The Mere Categorization Effect: How the Presence of Categories Increases Choosers' Perceptions of Assortment Variety and Outcome Satisfaction
What is the effect of option categorization on choosers' satisfaction? A combination of field and laboratory experiments reveals that the mere presence of categories, irrespective of their content, positively influences the satisfaction of choosers who are unfamiliar with the choice domain. This "mere categorization effect" is driven by a greater number of categories signaling greater variety amongst the available options, which allows for a sense of self-determination from choice.
College students' technology arc: A model for understanding progress
Estimation of De Facto Exchange Rate Regimes: Synthesis of the Techniques for Inferring Flexibility and Basket Weights
This paper offers a new approach to estimate countries' de facto exchange rate regimes, a synthesis of two techniques. One is a technique that the authors have used in the past to estimate implicit de facto weights when the hypothesis is a basket peg with little flexibility. The second is a technique used by others to estimate the de facto degree of exchange rate flexibility when the hypothesis is an anchor to the dollar or some other single major currency, but with a possibly substantial degree of flexibility around that anchor.

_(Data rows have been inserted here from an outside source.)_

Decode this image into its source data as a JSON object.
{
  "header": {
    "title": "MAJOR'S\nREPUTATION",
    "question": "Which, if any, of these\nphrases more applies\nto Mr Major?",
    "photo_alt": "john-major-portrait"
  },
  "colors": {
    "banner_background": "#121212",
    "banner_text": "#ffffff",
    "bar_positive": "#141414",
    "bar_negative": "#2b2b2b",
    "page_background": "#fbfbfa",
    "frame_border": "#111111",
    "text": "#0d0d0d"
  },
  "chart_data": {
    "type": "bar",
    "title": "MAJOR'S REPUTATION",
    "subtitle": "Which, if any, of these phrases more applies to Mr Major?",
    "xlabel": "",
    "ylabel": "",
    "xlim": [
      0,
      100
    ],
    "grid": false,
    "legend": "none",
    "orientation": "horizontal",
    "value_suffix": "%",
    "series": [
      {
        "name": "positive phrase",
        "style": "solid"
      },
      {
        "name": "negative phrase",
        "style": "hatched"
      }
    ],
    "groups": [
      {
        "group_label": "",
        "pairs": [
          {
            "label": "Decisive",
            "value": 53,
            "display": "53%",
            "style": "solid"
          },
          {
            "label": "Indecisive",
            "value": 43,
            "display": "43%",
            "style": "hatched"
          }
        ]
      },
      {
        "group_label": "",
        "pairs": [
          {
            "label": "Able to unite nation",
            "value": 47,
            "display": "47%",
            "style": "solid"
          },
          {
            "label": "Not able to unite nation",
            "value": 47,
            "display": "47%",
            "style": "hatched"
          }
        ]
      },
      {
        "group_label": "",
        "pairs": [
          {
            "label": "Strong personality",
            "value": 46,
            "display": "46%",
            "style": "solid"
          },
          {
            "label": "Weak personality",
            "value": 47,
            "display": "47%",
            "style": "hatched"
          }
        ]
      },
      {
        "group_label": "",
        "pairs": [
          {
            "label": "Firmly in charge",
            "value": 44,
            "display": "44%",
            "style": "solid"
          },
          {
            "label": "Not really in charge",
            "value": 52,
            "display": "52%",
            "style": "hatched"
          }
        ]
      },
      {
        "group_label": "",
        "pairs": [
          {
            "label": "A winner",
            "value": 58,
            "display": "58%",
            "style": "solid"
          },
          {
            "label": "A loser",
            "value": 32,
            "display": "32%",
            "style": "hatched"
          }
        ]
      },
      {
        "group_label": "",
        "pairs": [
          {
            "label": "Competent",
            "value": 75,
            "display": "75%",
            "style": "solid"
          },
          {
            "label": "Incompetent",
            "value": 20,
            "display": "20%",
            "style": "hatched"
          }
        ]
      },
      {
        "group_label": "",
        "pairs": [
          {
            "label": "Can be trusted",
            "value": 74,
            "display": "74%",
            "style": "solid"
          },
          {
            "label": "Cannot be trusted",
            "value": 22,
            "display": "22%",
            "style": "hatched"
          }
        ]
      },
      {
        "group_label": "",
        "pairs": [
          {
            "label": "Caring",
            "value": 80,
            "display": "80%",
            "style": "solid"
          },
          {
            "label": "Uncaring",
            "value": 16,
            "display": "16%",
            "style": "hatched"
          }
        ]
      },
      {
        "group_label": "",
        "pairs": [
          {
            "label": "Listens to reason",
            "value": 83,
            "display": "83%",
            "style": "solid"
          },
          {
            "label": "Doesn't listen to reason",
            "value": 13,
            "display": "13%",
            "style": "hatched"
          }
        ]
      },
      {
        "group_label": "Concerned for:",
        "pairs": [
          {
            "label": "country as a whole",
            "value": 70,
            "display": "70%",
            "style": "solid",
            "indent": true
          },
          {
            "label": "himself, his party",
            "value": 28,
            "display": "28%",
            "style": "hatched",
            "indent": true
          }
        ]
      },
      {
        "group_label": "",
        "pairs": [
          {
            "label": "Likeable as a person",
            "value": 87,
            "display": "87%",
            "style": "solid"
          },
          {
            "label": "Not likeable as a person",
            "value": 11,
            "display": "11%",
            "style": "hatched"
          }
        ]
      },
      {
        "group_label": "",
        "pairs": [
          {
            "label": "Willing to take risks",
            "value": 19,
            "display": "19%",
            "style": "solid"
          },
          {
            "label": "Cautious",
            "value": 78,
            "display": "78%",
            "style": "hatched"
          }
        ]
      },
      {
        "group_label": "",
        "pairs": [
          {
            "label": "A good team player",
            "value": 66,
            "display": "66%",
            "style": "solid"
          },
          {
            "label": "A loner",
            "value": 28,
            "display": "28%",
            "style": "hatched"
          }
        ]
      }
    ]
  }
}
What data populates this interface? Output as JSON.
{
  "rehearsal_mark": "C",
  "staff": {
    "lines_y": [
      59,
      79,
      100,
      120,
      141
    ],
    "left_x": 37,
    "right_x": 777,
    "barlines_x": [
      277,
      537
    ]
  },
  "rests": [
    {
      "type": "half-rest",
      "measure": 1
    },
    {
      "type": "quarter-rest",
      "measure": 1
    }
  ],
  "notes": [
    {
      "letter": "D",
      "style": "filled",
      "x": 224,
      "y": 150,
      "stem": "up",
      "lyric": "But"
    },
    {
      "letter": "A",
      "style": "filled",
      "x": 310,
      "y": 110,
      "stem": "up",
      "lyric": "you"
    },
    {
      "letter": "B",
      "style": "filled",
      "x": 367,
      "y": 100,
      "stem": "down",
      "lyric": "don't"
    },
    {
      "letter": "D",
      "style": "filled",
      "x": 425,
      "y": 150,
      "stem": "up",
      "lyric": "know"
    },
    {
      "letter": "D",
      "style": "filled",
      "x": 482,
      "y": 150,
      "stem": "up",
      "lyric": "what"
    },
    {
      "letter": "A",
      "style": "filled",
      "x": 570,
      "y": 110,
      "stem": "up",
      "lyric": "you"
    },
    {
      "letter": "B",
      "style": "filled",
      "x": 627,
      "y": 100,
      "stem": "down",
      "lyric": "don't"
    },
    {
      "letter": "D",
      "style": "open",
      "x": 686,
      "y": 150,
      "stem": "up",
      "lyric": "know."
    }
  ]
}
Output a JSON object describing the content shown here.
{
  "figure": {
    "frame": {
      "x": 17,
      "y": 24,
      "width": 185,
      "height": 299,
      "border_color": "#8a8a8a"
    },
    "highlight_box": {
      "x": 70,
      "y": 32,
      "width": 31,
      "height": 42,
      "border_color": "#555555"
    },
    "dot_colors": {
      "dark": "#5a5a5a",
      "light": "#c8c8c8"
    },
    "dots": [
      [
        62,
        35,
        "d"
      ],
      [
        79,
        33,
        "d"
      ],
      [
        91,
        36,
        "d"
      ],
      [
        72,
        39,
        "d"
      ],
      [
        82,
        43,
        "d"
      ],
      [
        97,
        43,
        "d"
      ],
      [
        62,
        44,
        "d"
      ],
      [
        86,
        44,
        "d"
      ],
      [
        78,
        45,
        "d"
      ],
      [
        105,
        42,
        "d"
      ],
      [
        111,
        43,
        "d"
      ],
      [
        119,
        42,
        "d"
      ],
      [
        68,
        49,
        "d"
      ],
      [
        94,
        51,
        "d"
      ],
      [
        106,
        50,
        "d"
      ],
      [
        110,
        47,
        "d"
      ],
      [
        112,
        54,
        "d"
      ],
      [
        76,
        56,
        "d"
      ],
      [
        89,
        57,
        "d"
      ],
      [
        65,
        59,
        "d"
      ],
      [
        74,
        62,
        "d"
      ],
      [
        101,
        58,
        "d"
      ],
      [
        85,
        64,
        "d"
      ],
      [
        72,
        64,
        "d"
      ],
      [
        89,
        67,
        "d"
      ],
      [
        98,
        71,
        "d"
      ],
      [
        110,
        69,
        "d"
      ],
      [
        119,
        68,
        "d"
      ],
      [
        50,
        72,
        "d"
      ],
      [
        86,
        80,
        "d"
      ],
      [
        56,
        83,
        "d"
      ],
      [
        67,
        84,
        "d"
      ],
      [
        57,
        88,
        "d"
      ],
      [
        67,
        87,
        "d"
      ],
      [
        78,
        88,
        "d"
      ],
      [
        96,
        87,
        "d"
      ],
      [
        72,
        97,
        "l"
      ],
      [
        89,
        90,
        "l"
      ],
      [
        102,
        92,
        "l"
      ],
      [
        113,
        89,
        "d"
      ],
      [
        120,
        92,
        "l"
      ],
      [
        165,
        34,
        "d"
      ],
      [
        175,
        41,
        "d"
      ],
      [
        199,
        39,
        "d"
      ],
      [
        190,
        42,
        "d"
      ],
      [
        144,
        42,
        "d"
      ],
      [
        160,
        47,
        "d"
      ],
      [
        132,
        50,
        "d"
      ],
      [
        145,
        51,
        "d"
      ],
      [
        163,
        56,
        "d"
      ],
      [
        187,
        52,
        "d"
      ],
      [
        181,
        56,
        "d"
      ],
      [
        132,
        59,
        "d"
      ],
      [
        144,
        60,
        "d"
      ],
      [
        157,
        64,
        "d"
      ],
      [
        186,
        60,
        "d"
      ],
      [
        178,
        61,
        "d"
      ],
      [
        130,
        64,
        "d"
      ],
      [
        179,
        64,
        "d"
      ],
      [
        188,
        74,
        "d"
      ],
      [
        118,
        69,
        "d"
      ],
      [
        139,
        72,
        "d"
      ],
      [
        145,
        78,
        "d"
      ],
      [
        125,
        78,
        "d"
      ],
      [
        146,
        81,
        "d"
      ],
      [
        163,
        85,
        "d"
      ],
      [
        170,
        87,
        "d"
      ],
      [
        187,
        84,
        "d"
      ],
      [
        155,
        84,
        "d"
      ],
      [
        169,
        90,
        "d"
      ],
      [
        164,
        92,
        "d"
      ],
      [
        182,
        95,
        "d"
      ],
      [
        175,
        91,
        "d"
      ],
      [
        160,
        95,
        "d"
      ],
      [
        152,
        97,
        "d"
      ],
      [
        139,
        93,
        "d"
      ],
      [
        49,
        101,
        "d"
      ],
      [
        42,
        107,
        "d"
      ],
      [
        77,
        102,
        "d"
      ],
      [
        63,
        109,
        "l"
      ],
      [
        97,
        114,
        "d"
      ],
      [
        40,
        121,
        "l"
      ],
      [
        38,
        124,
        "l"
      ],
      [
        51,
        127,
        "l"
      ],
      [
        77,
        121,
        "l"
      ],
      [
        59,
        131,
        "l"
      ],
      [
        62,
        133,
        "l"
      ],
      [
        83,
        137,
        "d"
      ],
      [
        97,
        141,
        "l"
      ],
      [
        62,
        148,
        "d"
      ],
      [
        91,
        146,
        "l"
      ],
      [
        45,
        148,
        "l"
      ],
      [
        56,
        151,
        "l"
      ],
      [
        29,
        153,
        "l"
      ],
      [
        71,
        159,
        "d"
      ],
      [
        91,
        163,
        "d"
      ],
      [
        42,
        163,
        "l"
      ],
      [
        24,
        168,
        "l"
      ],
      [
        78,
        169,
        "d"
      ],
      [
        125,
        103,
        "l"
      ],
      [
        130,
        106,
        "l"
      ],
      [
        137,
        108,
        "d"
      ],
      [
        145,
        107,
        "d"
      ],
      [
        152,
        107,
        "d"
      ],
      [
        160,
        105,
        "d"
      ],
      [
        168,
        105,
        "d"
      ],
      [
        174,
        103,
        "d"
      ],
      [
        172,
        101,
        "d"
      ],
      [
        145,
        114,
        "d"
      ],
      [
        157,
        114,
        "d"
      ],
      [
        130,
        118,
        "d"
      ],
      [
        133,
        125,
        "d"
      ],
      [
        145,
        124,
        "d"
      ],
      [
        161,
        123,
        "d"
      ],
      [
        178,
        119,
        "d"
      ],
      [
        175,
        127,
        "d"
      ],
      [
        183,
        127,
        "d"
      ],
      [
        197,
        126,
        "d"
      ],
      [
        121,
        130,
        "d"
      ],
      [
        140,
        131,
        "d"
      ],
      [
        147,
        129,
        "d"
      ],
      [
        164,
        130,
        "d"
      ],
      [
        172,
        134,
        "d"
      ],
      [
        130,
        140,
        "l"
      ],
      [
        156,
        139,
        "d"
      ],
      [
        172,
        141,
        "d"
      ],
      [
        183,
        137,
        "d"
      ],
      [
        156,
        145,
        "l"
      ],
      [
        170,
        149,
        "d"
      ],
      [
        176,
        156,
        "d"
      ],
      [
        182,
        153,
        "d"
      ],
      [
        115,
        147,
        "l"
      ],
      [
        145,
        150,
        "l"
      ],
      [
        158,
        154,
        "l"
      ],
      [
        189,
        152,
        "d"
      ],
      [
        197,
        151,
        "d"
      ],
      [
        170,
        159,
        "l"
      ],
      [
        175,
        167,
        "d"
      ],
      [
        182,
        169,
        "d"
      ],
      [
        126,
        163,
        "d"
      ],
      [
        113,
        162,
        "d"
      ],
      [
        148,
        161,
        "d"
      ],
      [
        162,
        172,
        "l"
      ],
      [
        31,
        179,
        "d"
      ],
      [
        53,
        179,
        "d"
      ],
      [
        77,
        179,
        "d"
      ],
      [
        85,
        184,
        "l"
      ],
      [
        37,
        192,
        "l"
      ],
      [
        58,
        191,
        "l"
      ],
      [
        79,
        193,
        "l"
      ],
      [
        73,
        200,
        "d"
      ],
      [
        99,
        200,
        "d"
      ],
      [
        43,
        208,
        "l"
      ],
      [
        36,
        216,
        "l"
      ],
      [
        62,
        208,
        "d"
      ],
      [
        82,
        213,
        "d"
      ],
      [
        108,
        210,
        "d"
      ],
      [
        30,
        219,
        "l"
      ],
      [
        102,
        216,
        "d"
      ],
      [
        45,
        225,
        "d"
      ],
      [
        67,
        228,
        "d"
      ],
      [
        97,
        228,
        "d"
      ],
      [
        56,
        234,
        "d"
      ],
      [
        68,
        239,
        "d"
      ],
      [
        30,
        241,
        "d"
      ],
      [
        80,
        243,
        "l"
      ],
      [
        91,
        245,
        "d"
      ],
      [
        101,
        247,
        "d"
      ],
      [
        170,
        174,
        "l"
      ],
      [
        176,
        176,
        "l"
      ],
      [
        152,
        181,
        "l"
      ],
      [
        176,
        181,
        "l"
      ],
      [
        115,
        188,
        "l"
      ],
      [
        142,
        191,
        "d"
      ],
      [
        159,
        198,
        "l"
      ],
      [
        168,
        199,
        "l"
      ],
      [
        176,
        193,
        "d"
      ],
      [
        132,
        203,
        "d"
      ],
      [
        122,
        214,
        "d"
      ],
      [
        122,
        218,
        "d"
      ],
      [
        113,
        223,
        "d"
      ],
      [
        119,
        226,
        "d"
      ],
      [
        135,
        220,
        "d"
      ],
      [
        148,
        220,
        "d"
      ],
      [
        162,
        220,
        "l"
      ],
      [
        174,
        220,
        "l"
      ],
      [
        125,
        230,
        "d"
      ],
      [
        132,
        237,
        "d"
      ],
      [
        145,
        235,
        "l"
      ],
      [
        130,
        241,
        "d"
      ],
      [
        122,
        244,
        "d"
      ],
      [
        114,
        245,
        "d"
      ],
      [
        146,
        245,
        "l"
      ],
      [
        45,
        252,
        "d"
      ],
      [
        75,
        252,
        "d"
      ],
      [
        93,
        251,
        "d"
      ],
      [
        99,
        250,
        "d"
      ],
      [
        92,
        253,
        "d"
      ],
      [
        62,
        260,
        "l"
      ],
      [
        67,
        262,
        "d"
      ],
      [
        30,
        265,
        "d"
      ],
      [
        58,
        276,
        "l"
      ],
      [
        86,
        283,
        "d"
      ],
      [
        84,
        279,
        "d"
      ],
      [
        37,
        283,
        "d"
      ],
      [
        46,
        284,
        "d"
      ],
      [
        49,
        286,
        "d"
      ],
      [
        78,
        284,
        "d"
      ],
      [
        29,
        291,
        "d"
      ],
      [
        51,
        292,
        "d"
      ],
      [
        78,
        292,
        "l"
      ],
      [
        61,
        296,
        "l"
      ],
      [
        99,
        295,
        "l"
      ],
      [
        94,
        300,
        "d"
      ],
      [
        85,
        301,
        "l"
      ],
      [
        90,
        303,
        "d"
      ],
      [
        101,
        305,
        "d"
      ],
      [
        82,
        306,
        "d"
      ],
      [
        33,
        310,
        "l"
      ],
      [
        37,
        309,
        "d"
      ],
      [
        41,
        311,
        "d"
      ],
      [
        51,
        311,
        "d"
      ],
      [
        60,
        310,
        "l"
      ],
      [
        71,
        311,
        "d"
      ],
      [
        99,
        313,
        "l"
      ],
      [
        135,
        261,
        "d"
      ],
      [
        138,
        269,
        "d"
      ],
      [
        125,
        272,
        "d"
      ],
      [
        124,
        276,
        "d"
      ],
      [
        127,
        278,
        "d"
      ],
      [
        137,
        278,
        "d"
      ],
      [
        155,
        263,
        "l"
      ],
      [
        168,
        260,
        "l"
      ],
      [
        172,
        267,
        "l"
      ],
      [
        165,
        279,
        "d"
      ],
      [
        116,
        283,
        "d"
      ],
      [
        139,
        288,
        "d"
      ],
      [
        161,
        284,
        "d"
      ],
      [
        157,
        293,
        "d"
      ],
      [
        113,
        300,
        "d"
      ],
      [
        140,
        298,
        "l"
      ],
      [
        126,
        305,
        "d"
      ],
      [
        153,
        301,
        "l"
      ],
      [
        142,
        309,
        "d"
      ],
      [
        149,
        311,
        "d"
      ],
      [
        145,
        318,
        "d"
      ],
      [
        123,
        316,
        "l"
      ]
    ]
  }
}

Reconciling the Return Predictability Evidence
Babyfaces, Trait Inferences, and Company Evaluations in a PR Crisis
We investigate the effects of babyfaceness on the trustworthiness and judgments of a company's chief executive officer in a public relations crisis. Experiment 1 demonstrates boundary conditions for the babyfaceness-honesty trait inference and its influence on company evaluations. Experiment 2 shows that trait inferences of honesty are drawn spontaneously but are corrected in the presence of situational evidence (a severe crisis) if cognitive resources are available.
Dynamic pricing and lead-time quotation for a multiclass make-to-order queue
This paper considers a profit-maximizing make-to-order manufacturer that offers multiple products to a market of price and delay sensitive users, using a model that captures three aspects of particular interest: first, the joint use of dynamic pricing and lead-time quotation controls to manage demand; second, the presence of a dual sourcing mode that can expedite orders at a cost; and third, the interaction of the aforementioned demand controls with the operational decisions of sequencing and expediting that the firm must employ to optimize revenues and satisfy the quoted lead times.